◆ ACTIVITY
From top to bottom, print the listing word for word and skip any pictures it contains.

◆ DATA SHOWN
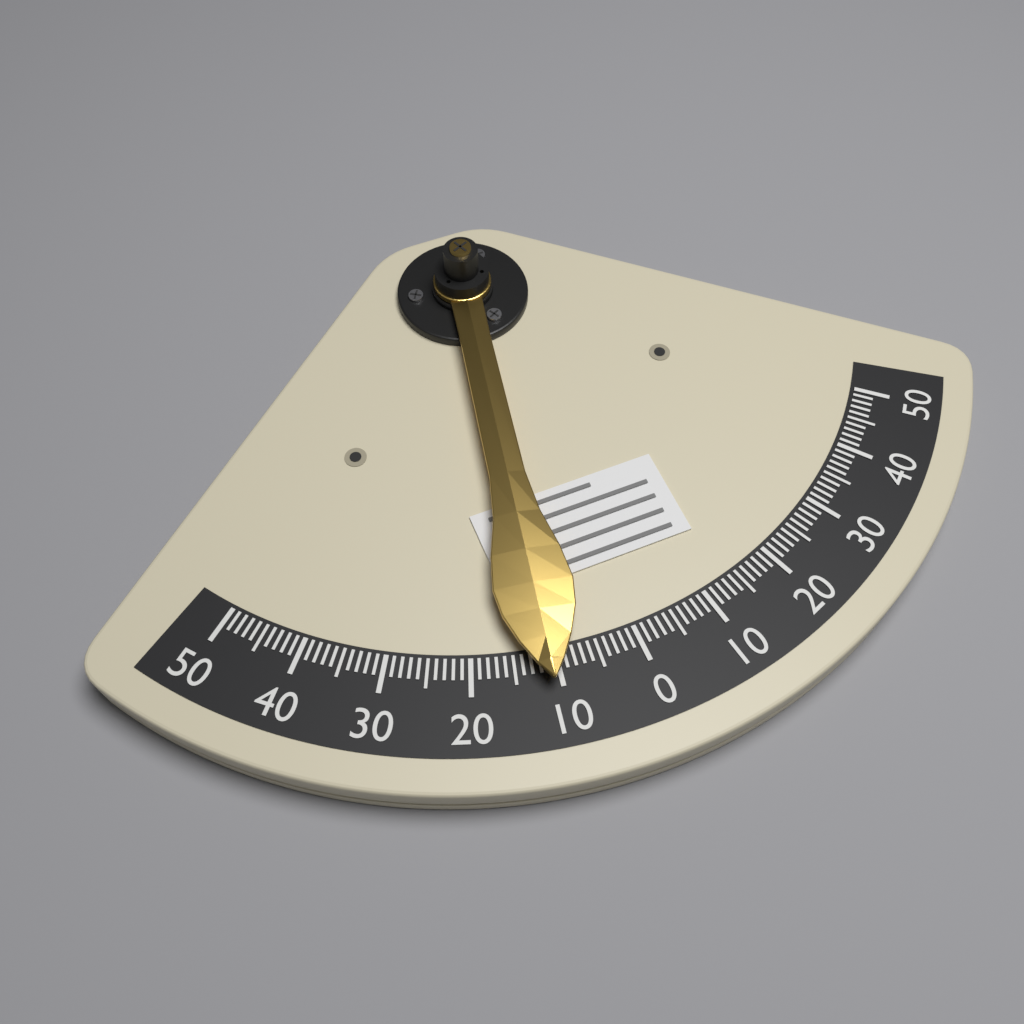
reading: 11 (no unit)
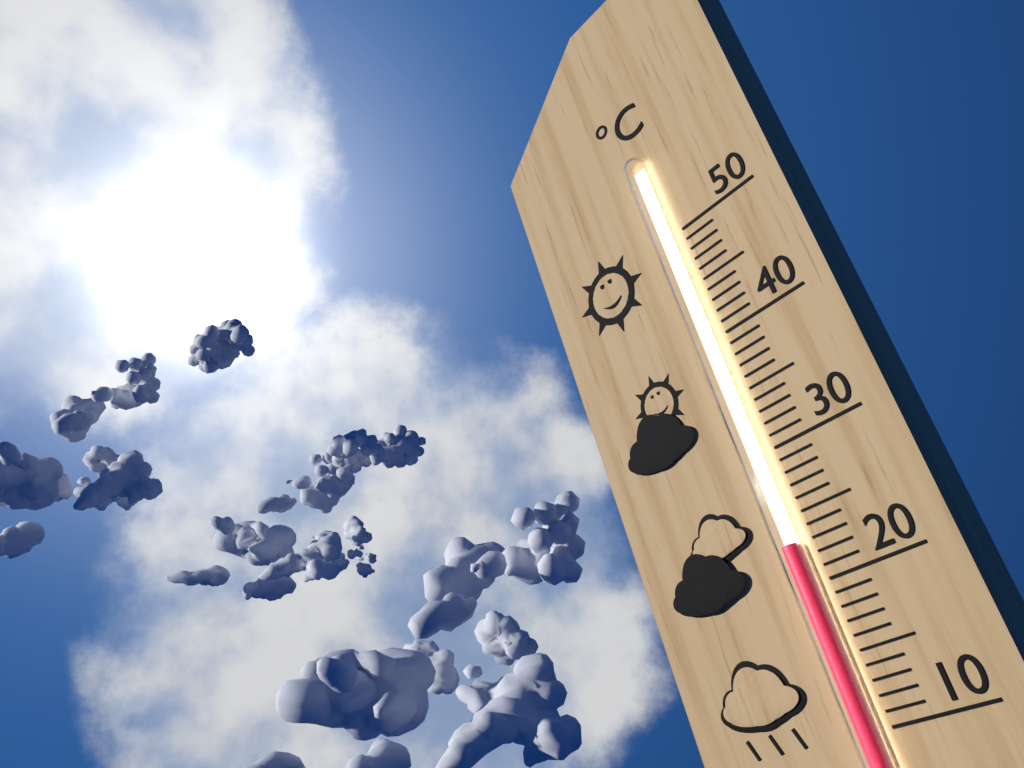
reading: 23 °C
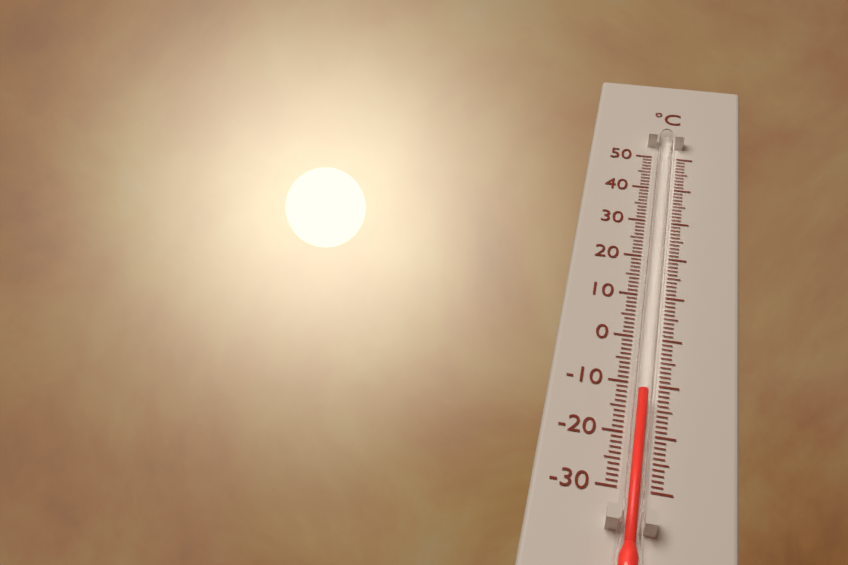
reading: -13 °C
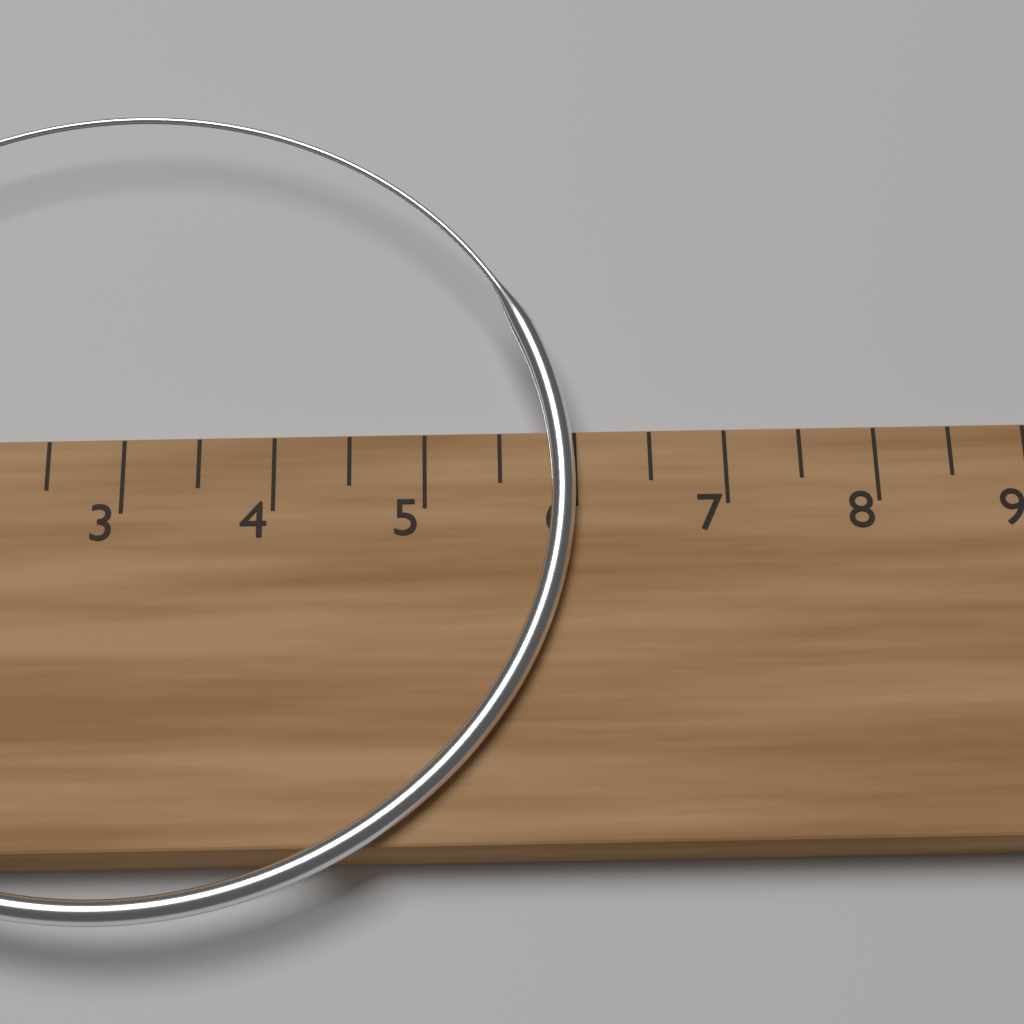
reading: 6.0 cm
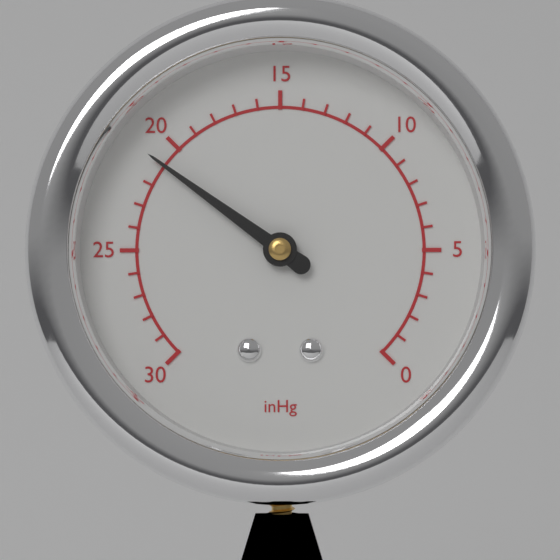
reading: 21 inHg
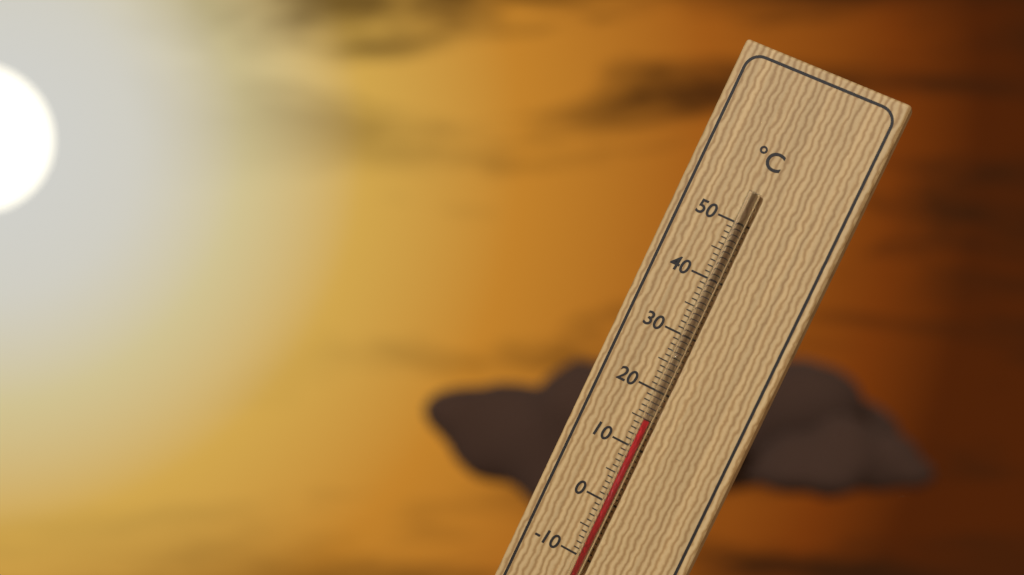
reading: 15 °C
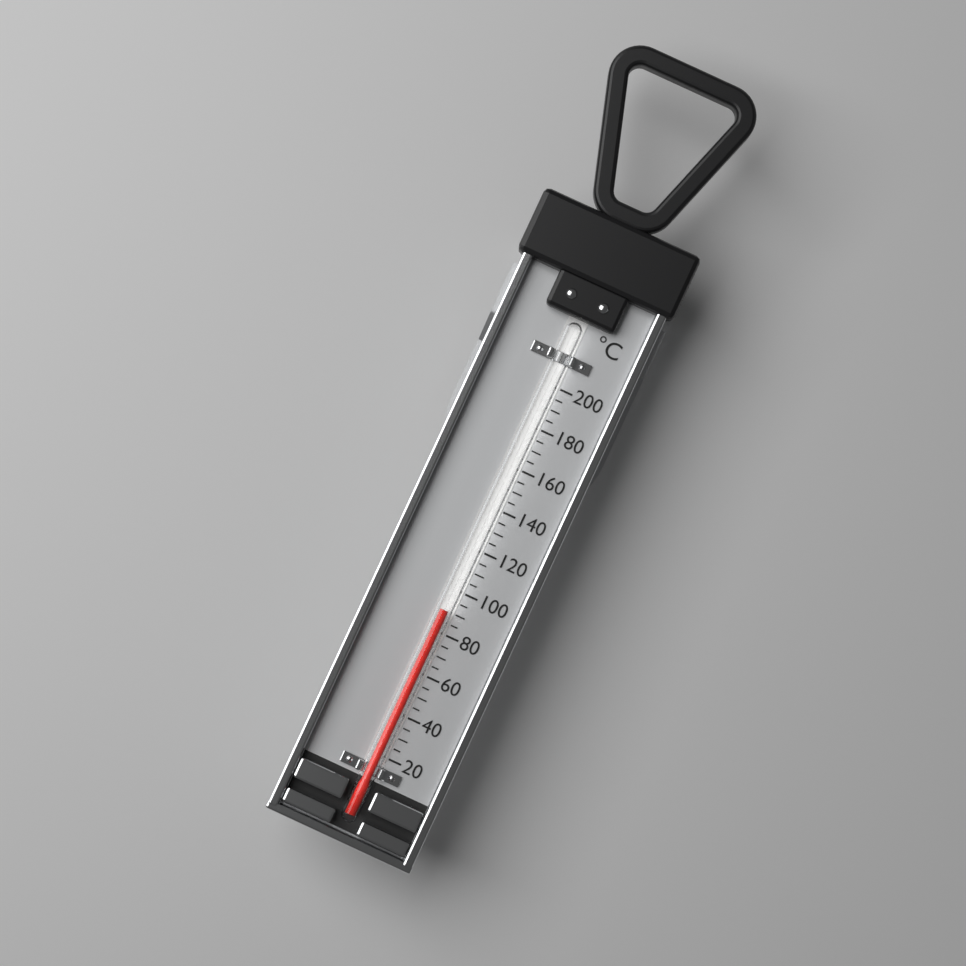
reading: 90 °C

◆ RESULT BELOW
reading: 11 (no unit)
reading: 23 °C
reading: -13 °C
reading: 6.0 cm
reading: 21 inHg
reading: 15 °C
reading: 90 °C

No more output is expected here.